BY MARC LEVY
Associated Press
HARRISBURG, Pa. (AP) — When Nikki Haley suspended her presidential campaign, she refused to endorse Donald Trump as the last remaining major candidate for the 2024 Republican nomination—and apparently so did some of her supporters in Pennsylvania.
Haley won almost 17% of Pennsylvania’s primary vote Tuesday, or 1 in 6 votes, to Trump’s 83%, despite not campaigning for president since she ended her bid in early March.
Pennsylvania’s 19 electoral votes up for grabs in the presidential election make it a premier battleground state. So should those Haley GOP voters refuse to support Trump in November, it could prove a damaging blow to his prospects for victory in the state and, possibly, reelection.
Haley’s base was never big enough to seriously challenge Trump before he clinched a third straight Republican presidential nomination.
But with nearly all ballots counted in Pennsylvania’s primary, the former U.N. ambassador and South Carolina governor tallied more than 156,000 votes, or about twice the 80,500-vote margin by which Democrat Joe Biden beat Trump in Pennsylvania in 2020. Pennsylvania’s election was even closer in 2016, when Trump beat Democrat Hillary Clinton by 44,000 votes.
A larger proportion of votes for Haley tended to come from urban and suburban areas where Trump suffered massive losses in his two previous presidential campaigns.
On the Democratic side, U.S. Rep. Dean Phillips of Minnesota won 7% against Biden, or nearly 70,000 votes as of Wednesday morning. Counties had reported nearly 60,000 for write-in candidates.

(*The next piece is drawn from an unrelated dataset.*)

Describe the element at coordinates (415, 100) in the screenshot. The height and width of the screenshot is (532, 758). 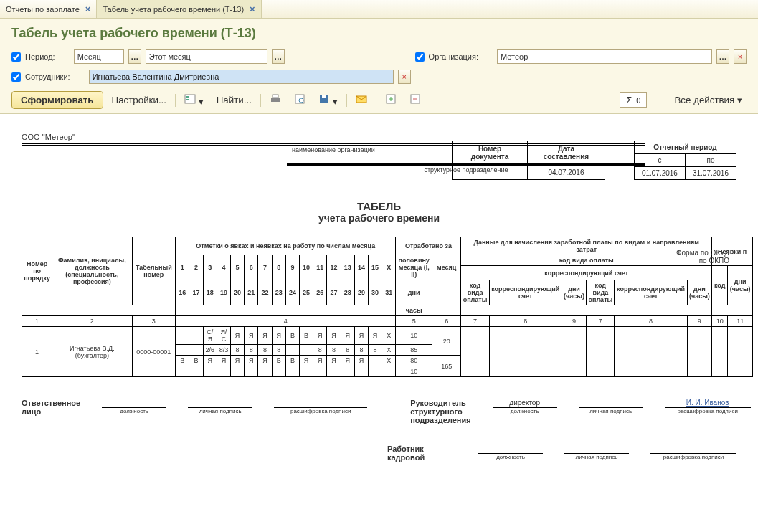
I see `collapse-icon` at that location.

A handful of counties had not yet reported write-in totals, and the breakdown of write-in votes for “uncommitted” was not immediately available.
Phillips and Haley qualified for Pennsylvania’s primary ballot before they dropped out of the presidential race, and Biden and Trump are on track to win their parties’ presidential nominations and face each other in November’s general election. Phillips has endorsed Biden.
All told, about 1 million ballots have been counted apiece in Tuesday’s GOP and Democratic presidential primaries in Pennsylvania, out of 3.5 million registered Republican voters and 3.9 million registered Democratic voters.
Pennsylvania holds closed primary elections, meaning that someone must have been registered as a Republican or a Democrat by April 8 to have voted in the primary for that party.